By
Tim
Metz
on
August 25, 2016
Your day starts. A blank sheet, full of opportunity. What will it bring? What wonderful work will you get done? Then, on the way to work, you check your email on your mobile and, before you’ve started, your blank sheet of a day crumples.
Your day starts. A blank sheet, full of opportunity. What will it bring? What wonderful work will you get done? Then, on the way to work, you check your email on your mobile... A complaint from a customer. Your boss urgently needs a few additional slides done for his presentation. A colleague wants some input on a new marketing plan. Oh, and where are those files the designer had promised to deliver last night?
Before you’ve even started, your blank sheet of a day is crumpled. Non-stop firefighting guaranteed, and who knows what else will come up before day’s end?
Of course, as you always do, you somehow manage...
But you don’t feel good, not fulfilled. Yes, you handled the daily chaos well, but did you get to work on those things that are important to you? Activities related to your actual role and responsibilities? And let’s not even begin to think about the long-term, important tasks. Those you haven’t worked on in weeks.
If this sounds familiar, you’re not alone. For most people working in the modern day office environment, this is the normal state of affairs. A never-ending stream of emergencies, usually dictated by the drum of the inbox, complemented with useless meetings and colleagues showing up at your desk unannounced to interrupt you.
While there are viable escapes, such as quitting your job and working remotely for another company, those types of options might be too drastic and risky for you. Instead, we can at least partly cure the problem by finding a better way to prepare ourselves. Asking yourself the following seven questions while planning your day will help you do just that.
There is no easier way to get more done and free up your schedule, than by deciding not to do a whole bunch of stuff:
Have a critical review of what’s on your list, start eliminating stuff, and repeat regularly.
When you have lots on your plate, any small issue can become a trigger for a panicked brain: an offhand remark from a colleague, an unexpected bill or an unhappy email from a customer. But when you pause and take five minutes to clear your head by writing down everything that is bothering you, you’ll usually find the actual culprit to be something completely different.
It might be an unfinished project lingering in the back of your head, but it could also be something unrelated to work: personal financial troubles, an argument you had with your spouse in the morning, problems with your health.
Figuring out what is truly causing anxiety and then addressing it should always be a priority, as a troubled mind affects everything else you’re doing.
Few things are more frustrating and counter-productive than having elephants on your todo list. They’re projects masquerading as a task. Things like “redo company website” or “organize customer event.”
These are items you can’t actually do. They’re so huge they’ll require a good amount of thinking just to understand how you could even get started on them. As long as that’s not done, you’ll likely keep skipping them until it’s too late.
Make sure to break down these elephants into smaller tasks you can actually execute on, else those beasts will remain on your list forever and never get done.
The Pareto principle (also known as the 80 - 20 rule) states that “for many events, roughly 80% of the effects come from 20% of the causes.” This also applies to most people’s work and todo lists.
Finding the answers to these questions and then making sure you spend most of your time on those activities is one of the best things you can do with your time. A lot of stuff we do barely moves the needle and should never be prioritized or done at all.
The Frog is the activity you’re most likely to delay. Sometimes it’s something important, other times a thing you just dread getting started on. Often it's a combination of both.
Eating the Frog means getting that thing out of the way first thing in the morning. Instead of having that Frog stare at you all day long, tackling it immediately ensures you’re off to a great start.
Bonus tip: to make sure you actually get your Frog out of the way, make sure you eat it before you open your email or even turn on your phone.
This one is about finding bottlenecks; is there some task or project which holds up everything else? A clear roadblock that prohibits you and maybe even others from continuing important work?
An approval from your boss, a file you need to receive from a vendor, or simply a task you dread to get started on. Removing this kind of obstacle should clearly get a high priority. Reviewing your todo list through the what-holds-up-everything-else-lens can be a great way to make progress quickly, both for you and your colleagues.
Even if you follow the previous six questions as you’re preparing your day, you might still get “lost” as you go about your daily business. New requests are thrown at you, emergencies come up (luckily you already ate your Frog in the morning, right?), meetings are called.
If you find yourself at such a point and feel overwhelmed, pause for a few minutes. Ask yourself The Most Valuable Question: “what is the most important thing I could be doing right now? ” Basically it means looking at the tasks in front of you, briefly considering why they need to get done and what the expected consequence of each action is. This usually makes it pretty obvious which one is the most important.
Equipped with these seven questions, you’re ready for anything. Hold them close at hand and make sure to pull them out when faced with another one of those overwhelming days; you’ll be just fine.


▶ **YOUR ASSIGNMENT**: Whenever the word "Density" appears in a line of the data below, copy that line.

▶ **SOURCE MATERIAL**:
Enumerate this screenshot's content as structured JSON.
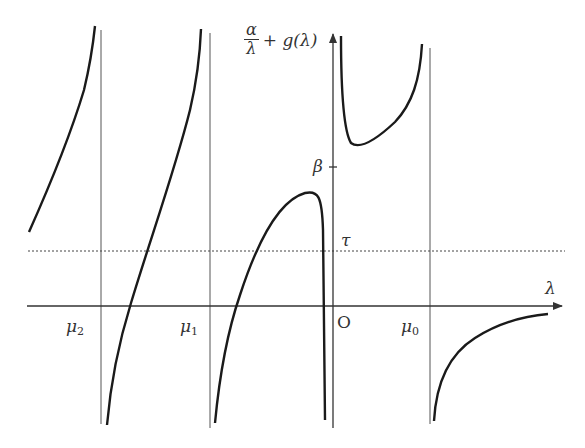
{
  "diagram": {
    "y_axis_label": {
      "numerator": "α",
      "denominator": "λ",
      "rest": "+ g(λ)"
    },
    "x_axis_label": "λ",
    "origin_label": "O",
    "ticks": {
      "beta": "β",
      "tau": "τ"
    },
    "asymptotes": [
      {
        "symbol": "μ",
        "index": "2"
      },
      {
        "symbol": "μ",
        "index": "1"
      },
      {
        "symbol": "μ",
        "index": "0"
      }
    ],
    "colors": {
      "curve": "#1a1a1a",
      "axis": "#333333",
      "asymptote": "#555555",
      "dotted": "#444444"
    }
  }
}
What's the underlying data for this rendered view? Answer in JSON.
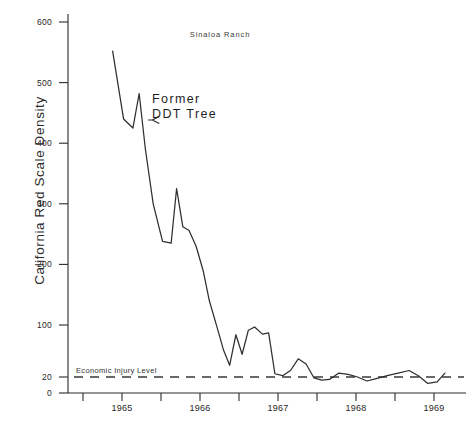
{
  "chart_data": {
    "type": "line",
    "title": "Sinaloa Ranch",
    "xlabel": "",
    "ylabel": "California Red Scale Density",
    "grid": false,
    "legend": "none",
    "xlim": [
      1964.75,
      1969.25
    ],
    "ylim": [
      0,
      600
    ],
    "y_axis_note": "broken/compressed scale between 0 and 100; ticks at 0 and 20 are compressed near the baseline",
    "xticks": [
      1965,
      1966,
      1967,
      1968,
      1969
    ],
    "xtick_labels": [
      "1965",
      "1966",
      "1967",
      "1968",
      "1969"
    ],
    "xminor_ticks": [
      1964.5,
      1965.5,
      1966.5,
      1967.5,
      1968.5,
      1969.5
    ],
    "yticks": [
      0,
      20,
      100,
      200,
      300,
      400,
      500,
      600
    ],
    "ytick_labels": [
      "0",
      "20",
      "100",
      "200",
      "300",
      "400",
      "500",
      "600"
    ],
    "annotations": [
      {
        "name": "former-ddt-tree",
        "text_line1": "Former",
        "text_line2": "DDT Tree",
        "points_to_value": 480,
        "points_to_x": 1965.35
      },
      {
        "name": "economic-injury-level",
        "text": "Economic Injury Level",
        "value": 20,
        "style": "dashed horizontal reference line"
      }
    ],
    "series": [
      {
        "name": "California Red Scale Density",
        "x": [
          1964.88,
          1965.02,
          1965.14,
          1965.22,
          1965.3,
          1965.4,
          1965.52,
          1965.63,
          1965.7,
          1965.78,
          1965.86,
          1965.95,
          1966.04,
          1966.12,
          1966.22,
          1966.3,
          1966.38,
          1966.46,
          1966.54,
          1966.62,
          1966.7,
          1966.8,
          1966.88,
          1966.96,
          1967.06,
          1967.16,
          1967.26,
          1967.36,
          1967.46,
          1967.56,
          1967.66,
          1967.78,
          1967.9,
          1968.02,
          1968.14,
          1968.26,
          1968.4,
          1968.54,
          1968.68,
          1968.8,
          1968.92,
          1969.04,
          1969.14
        ],
        "values": [
          552,
          440,
          425,
          482,
          390,
          300,
          238,
          235,
          325,
          262,
          256,
          230,
          190,
          140,
          96,
          62,
          38,
          85,
          55,
          92,
          97,
          86,
          88,
          25,
          22,
          30,
          48,
          40,
          19,
          16,
          17,
          26,
          24,
          20,
          15,
          18,
          22,
          26,
          30,
          22,
          12,
          14,
          26
        ]
      }
    ]
  },
  "axis": {
    "y_title": "California Red Scale Density",
    "eil_label": "Economic Injury Level"
  },
  "caption": {
    "text": ""
  }
}
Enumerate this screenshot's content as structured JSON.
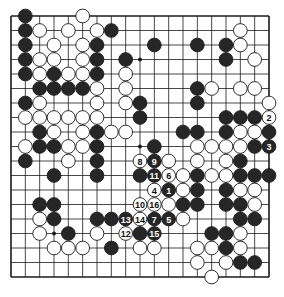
{
  "diagram": {
    "type": "go-board",
    "size": 19,
    "grid": {
      "left": 11,
      "top": 16,
      "right": 269,
      "bottom": 277
    },
    "colors": {
      "line": "#1a1a1a",
      "black": "#262626",
      "white": "#ffffff",
      "background": "#ffffff"
    },
    "star_points": [
      [
        3,
        3
      ],
      [
        9,
        3
      ],
      [
        15,
        3
      ],
      [
        3,
        9
      ],
      [
        9,
        9
      ],
      [
        15,
        9
      ],
      [
        3,
        15
      ],
      [
        9,
        15
      ],
      [
        15,
        15
      ]
    ],
    "stones": [
      {
        "c": 1,
        "r": 0,
        "color": "B"
      },
      {
        "c": 5,
        "r": 0,
        "color": "W"
      },
      {
        "c": 1,
        "r": 1,
        "color": "B"
      },
      {
        "c": 2,
        "r": 1,
        "color": "W"
      },
      {
        "c": 4,
        "r": 1,
        "color": "W"
      },
      {
        "c": 6,
        "r": 1,
        "color": "W"
      },
      {
        "c": 7,
        "r": 1,
        "color": "B"
      },
      {
        "c": 16,
        "r": 1,
        "color": "W"
      },
      {
        "c": 1,
        "r": 2,
        "color": "B"
      },
      {
        "c": 3,
        "r": 2,
        "color": "W"
      },
      {
        "c": 5,
        "r": 2,
        "color": "W"
      },
      {
        "c": 6,
        "r": 2,
        "color": "B"
      },
      {
        "c": 10,
        "r": 2,
        "color": "B"
      },
      {
        "c": 13,
        "r": 2,
        "color": "B"
      },
      {
        "c": 15,
        "r": 2,
        "color": "B"
      },
      {
        "c": 16,
        "r": 2,
        "color": "W"
      },
      {
        "c": 1,
        "r": 3,
        "color": "B"
      },
      {
        "c": 2,
        "r": 3,
        "color": "W"
      },
      {
        "c": 3,
        "r": 3,
        "color": "W"
      },
      {
        "c": 5,
        "r": 3,
        "color": "W"
      },
      {
        "c": 6,
        "r": 3,
        "color": "B"
      },
      {
        "c": 8,
        "r": 3,
        "color": "B"
      },
      {
        "c": 15,
        "r": 3,
        "color": "B"
      },
      {
        "c": 17,
        "r": 3,
        "color": "W"
      },
      {
        "c": 1,
        "r": 4,
        "color": "B"
      },
      {
        "c": 2,
        "r": 4,
        "color": "W"
      },
      {
        "c": 3,
        "r": 4,
        "color": "B"
      },
      {
        "c": 4,
        "r": 4,
        "color": "W"
      },
      {
        "c": 5,
        "r": 4,
        "color": "W"
      },
      {
        "c": 6,
        "r": 4,
        "color": "B"
      },
      {
        "c": 8,
        "r": 4,
        "color": "W"
      },
      {
        "c": 2,
        "r": 5,
        "color": "B"
      },
      {
        "c": 3,
        "r": 5,
        "color": "B"
      },
      {
        "c": 4,
        "r": 5,
        "color": "B"
      },
      {
        "c": 5,
        "r": 5,
        "color": "B"
      },
      {
        "c": 6,
        "r": 5,
        "color": "W"
      },
      {
        "c": 8,
        "r": 5,
        "color": "W"
      },
      {
        "c": 13,
        "r": 5,
        "color": "B"
      },
      {
        "c": 14,
        "r": 5,
        "color": "W"
      },
      {
        "c": 16,
        "r": 5,
        "color": "W"
      },
      {
        "c": 17,
        "r": 5,
        "color": "W"
      },
      {
        "c": 1,
        "r": 6,
        "color": "B"
      },
      {
        "c": 2,
        "r": 6,
        "color": "W"
      },
      {
        "c": 6,
        "r": 6,
        "color": "W"
      },
      {
        "c": 8,
        "r": 6,
        "color": "W"
      },
      {
        "c": 9,
        "r": 6,
        "color": "B"
      },
      {
        "c": 13,
        "r": 6,
        "color": "B"
      },
      {
        "c": 18,
        "r": 6,
        "color": "W"
      },
      {
        "c": 1,
        "r": 7,
        "color": "W"
      },
      {
        "c": 2,
        "r": 7,
        "color": "W"
      },
      {
        "c": 3,
        "r": 7,
        "color": "W"
      },
      {
        "c": 4,
        "r": 7,
        "color": "W"
      },
      {
        "c": 5,
        "r": 7,
        "color": "W"
      },
      {
        "c": 6,
        "r": 7,
        "color": "W"
      },
      {
        "c": 9,
        "r": 7,
        "color": "B"
      },
      {
        "c": 15,
        "r": 7,
        "color": "B"
      },
      {
        "c": 16,
        "r": 7,
        "color": "B"
      },
      {
        "c": 17,
        "r": 7,
        "color": "B"
      },
      {
        "c": 18,
        "r": 7,
        "color": "W",
        "label": "2"
      },
      {
        "c": 2,
        "r": 8,
        "color": "B"
      },
      {
        "c": 3,
        "r": 8,
        "color": "W"
      },
      {
        "c": 5,
        "r": 8,
        "color": "W"
      },
      {
        "c": 6,
        "r": 8,
        "color": "B"
      },
      {
        "c": 7,
        "r": 8,
        "color": "W"
      },
      {
        "c": 8,
        "r": 8,
        "color": "W"
      },
      {
        "c": 12,
        "r": 8,
        "color": "B"
      },
      {
        "c": 13,
        "r": 8,
        "color": "B"
      },
      {
        "c": 15,
        "r": 8,
        "color": "B"
      },
      {
        "c": 16,
        "r": 8,
        "color": "W"
      },
      {
        "c": 17,
        "r": 8,
        "color": "W"
      },
      {
        "c": 18,
        "r": 8,
        "color": "B"
      },
      {
        "c": 1,
        "r": 9,
        "color": "W"
      },
      {
        "c": 2,
        "r": 9,
        "color": "B"
      },
      {
        "c": 3,
        "r": 9,
        "color": "B"
      },
      {
        "c": 4,
        "r": 9,
        "color": "W"
      },
      {
        "c": 5,
        "r": 9,
        "color": "W"
      },
      {
        "c": 6,
        "r": 9,
        "color": "B"
      },
      {
        "c": 10,
        "r": 9,
        "color": "B"
      },
      {
        "c": 13,
        "r": 9,
        "color": "W"
      },
      {
        "c": 14,
        "r": 9,
        "color": "W"
      },
      {
        "c": 15,
        "r": 9,
        "color": "W"
      },
      {
        "c": 16,
        "r": 9,
        "color": "W"
      },
      {
        "c": 17,
        "r": 9,
        "color": "B"
      },
      {
        "c": 18,
        "r": 9,
        "color": "B",
        "label": "3"
      },
      {
        "c": 1,
        "r": 10,
        "color": "B"
      },
      {
        "c": 4,
        "r": 10,
        "color": "W"
      },
      {
        "c": 6,
        "r": 10,
        "color": "B"
      },
      {
        "c": 9,
        "r": 10,
        "color": "W",
        "label": "8"
      },
      {
        "c": 10,
        "r": 10,
        "color": "B",
        "label": "9"
      },
      {
        "c": 11,
        "r": 10,
        "color": "W"
      },
      {
        "c": 13,
        "r": 10,
        "color": "W"
      },
      {
        "c": 15,
        "r": 10,
        "color": "W"
      },
      {
        "c": 16,
        "r": 10,
        "color": "B"
      },
      {
        "c": 3,
        "r": 11,
        "color": "B"
      },
      {
        "c": 6,
        "r": 11,
        "color": "B"
      },
      {
        "c": 9,
        "r": 11,
        "color": "B"
      },
      {
        "c": 10,
        "r": 11,
        "color": "B",
        "label": "11"
      },
      {
        "c": 11,
        "r": 11,
        "color": "W",
        "label": "6"
      },
      {
        "c": 12,
        "r": 11,
        "color": "W"
      },
      {
        "c": 13,
        "r": 11,
        "color": "B"
      },
      {
        "c": 14,
        "r": 11,
        "color": "W"
      },
      {
        "c": 15,
        "r": 11,
        "color": "W"
      },
      {
        "c": 16,
        "r": 11,
        "color": "B"
      },
      {
        "c": 17,
        "r": 11,
        "color": "B"
      },
      {
        "c": 18,
        "r": 11,
        "color": "B"
      },
      {
        "c": 10,
        "r": 12,
        "color": "W",
        "label": "4"
      },
      {
        "c": 11,
        "r": 12,
        "color": "B",
        "label": "1"
      },
      {
        "c": 12,
        "r": 12,
        "color": "W"
      },
      {
        "c": 13,
        "r": 12,
        "color": "B"
      },
      {
        "c": 15,
        "r": 12,
        "color": "B"
      },
      {
        "c": 16,
        "r": 12,
        "color": "W"
      },
      {
        "c": 17,
        "r": 12,
        "color": "W"
      },
      {
        "c": 2,
        "r": 13,
        "color": "B"
      },
      {
        "c": 3,
        "r": 13,
        "color": "B"
      },
      {
        "c": 9,
        "r": 13,
        "color": "W",
        "label": "10"
      },
      {
        "c": 10,
        "r": 13,
        "color": "W",
        "label": "16"
      },
      {
        "c": 11,
        "r": 13,
        "color": "W"
      },
      {
        "c": 12,
        "r": 13,
        "color": "B"
      },
      {
        "c": 13,
        "r": 13,
        "color": "B"
      },
      {
        "c": 15,
        "r": 13,
        "color": "B"
      },
      {
        "c": 16,
        "r": 13,
        "color": "B"
      },
      {
        "c": 17,
        "r": 13,
        "color": "W"
      },
      {
        "c": 2,
        "r": 14,
        "color": "W"
      },
      {
        "c": 3,
        "r": 14,
        "color": "B"
      },
      {
        "c": 6,
        "r": 14,
        "color": "B"
      },
      {
        "c": 7,
        "r": 14,
        "color": "B"
      },
      {
        "c": 8,
        "r": 14,
        "color": "B",
        "label": "13"
      },
      {
        "c": 9,
        "r": 14,
        "color": "W",
        "label": "14"
      },
      {
        "c": 10,
        "r": 14,
        "color": "B",
        "label": "7"
      },
      {
        "c": 11,
        "r": 14,
        "color": "B",
        "label": "5"
      },
      {
        "c": 12,
        "r": 14,
        "color": "W"
      },
      {
        "c": 16,
        "r": 14,
        "color": "B"
      },
      {
        "c": 17,
        "r": 14,
        "color": "B"
      },
      {
        "c": 2,
        "r": 15,
        "color": "W"
      },
      {
        "c": 4,
        "r": 15,
        "color": "B"
      },
      {
        "c": 6,
        "r": 15,
        "color": "W"
      },
      {
        "c": 8,
        "r": 15,
        "color": "W",
        "label": "12"
      },
      {
        "c": 9,
        "r": 15,
        "color": "B"
      },
      {
        "c": 10,
        "r": 15,
        "color": "B",
        "label": "15"
      },
      {
        "c": 14,
        "r": 15,
        "color": "B"
      },
      {
        "c": 15,
        "r": 15,
        "color": "B"
      },
      {
        "c": 16,
        "r": 15,
        "color": "W"
      },
      {
        "c": 3,
        "r": 16,
        "color": "W"
      },
      {
        "c": 4,
        "r": 16,
        "color": "W"
      },
      {
        "c": 5,
        "r": 16,
        "color": "W"
      },
      {
        "c": 7,
        "r": 16,
        "color": "B"
      },
      {
        "c": 9,
        "r": 16,
        "color": "W"
      },
      {
        "c": 10,
        "r": 16,
        "color": "W"
      },
      {
        "c": 13,
        "r": 16,
        "color": "W"
      },
      {
        "c": 14,
        "r": 16,
        "color": "W"
      },
      {
        "c": 15,
        "r": 16,
        "color": "B"
      },
      {
        "c": 16,
        "r": 16,
        "color": "W"
      },
      {
        "c": 13,
        "r": 17,
        "color": "W"
      },
      {
        "c": 15,
        "r": 17,
        "color": "W"
      },
      {
        "c": 16,
        "r": 17,
        "color": "B"
      },
      {
        "c": 17,
        "r": 17,
        "color": "B"
      },
      {
        "c": 14,
        "r": 18,
        "color": "W"
      }
    ]
  }
}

▶ **ANSWER FOR THE TASK**:
    "ylabel": "California Red Scale Density",
        "name": "California Red Scale Density",
    "y_title": "California Red Scale Density",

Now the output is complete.